To address these issues chemical engineers will need to apply their knowledge to continuous processes, which is familiar territory. By looking at thermodynamicskinetics and choosing the right reactor systems, rather than scaling up laboratory processes, they will provide the way forward with technologies that require less solvent, improved yields and thereby reduced capital cost. 

A healthy, sustainable and equitable future  

The pandemic has revealed many truths regarding global health care, most particularly, highlighting the home grown advantage.  In Europe and the United States there is a significant effort to move the production of generic brand pharmaceuticals back to home-countries. However, there are many constraints to bringing offshore registered manufacturing sites home quickly, the largest one being the process of regulation. A modular continuous facility, fitting into one or several containers, is one possible solution. The containers themselves become approved mini manufacturing units, and once approved, can be relocated and installed where they are needed most merely by connecting to raw utilities and effluent systems.   

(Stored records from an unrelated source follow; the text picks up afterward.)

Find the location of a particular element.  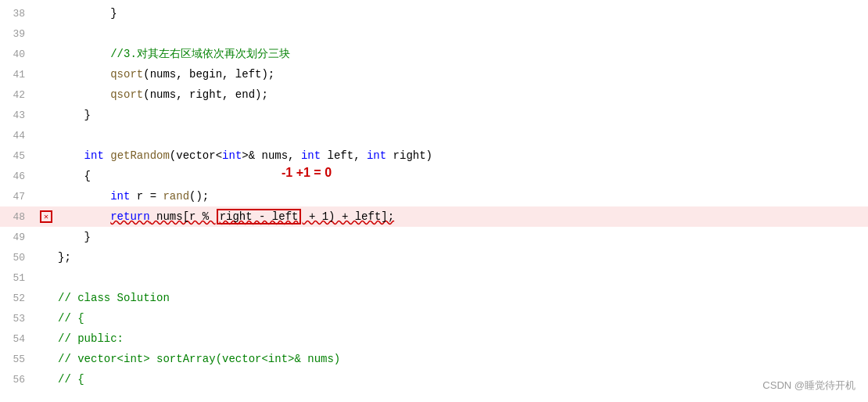

line-content-42: qsort(nums, right, end); is located at coordinates (461, 95).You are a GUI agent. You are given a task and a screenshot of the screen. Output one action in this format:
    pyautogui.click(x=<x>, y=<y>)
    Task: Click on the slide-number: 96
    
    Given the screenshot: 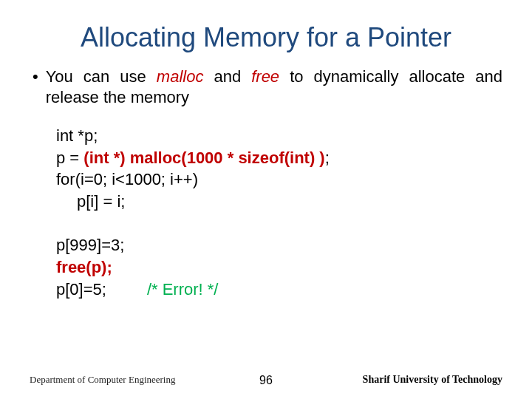 What is the action you would take?
    pyautogui.click(x=266, y=381)
     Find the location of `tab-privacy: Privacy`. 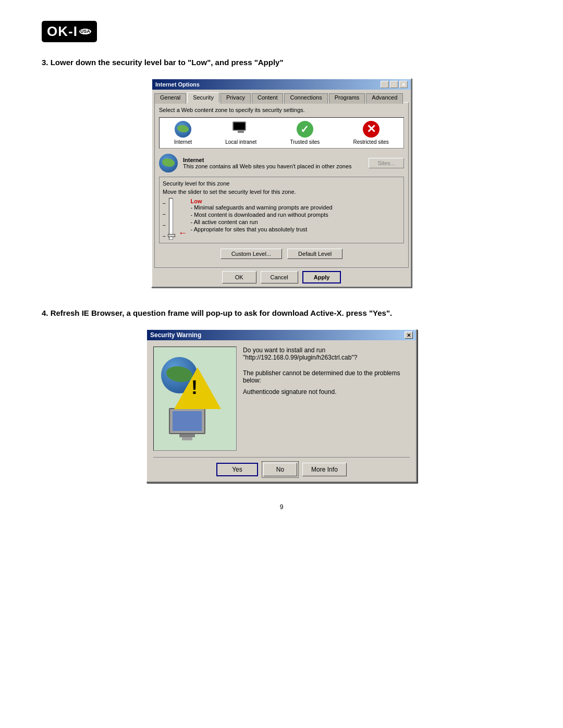

tab-privacy: Privacy is located at coordinates (236, 98).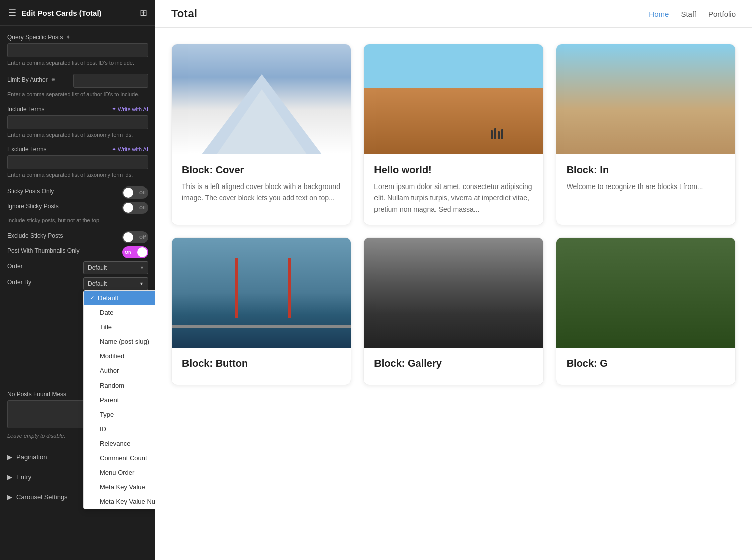 This screenshot has height=560, width=752. What do you see at coordinates (135, 252) in the screenshot?
I see `post-thumbnails-toggle: On` at bounding box center [135, 252].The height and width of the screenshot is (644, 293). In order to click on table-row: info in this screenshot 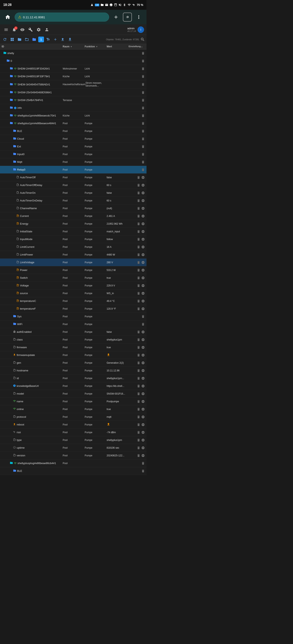, I will do `click(73, 108)`.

The roles of future chemical engineers in advancing health care are many and varied. From ensuring safe, efficient and sustainable methods of production, to working with researchers on the new frontiers of personalised medicine, for example sensors and biological markers to monitor addiction.  Problem solving at the interface of biology, chemistry and engineering offers exciting and inspired opportunities for young engineers to meet the challenges of global health care in next decades.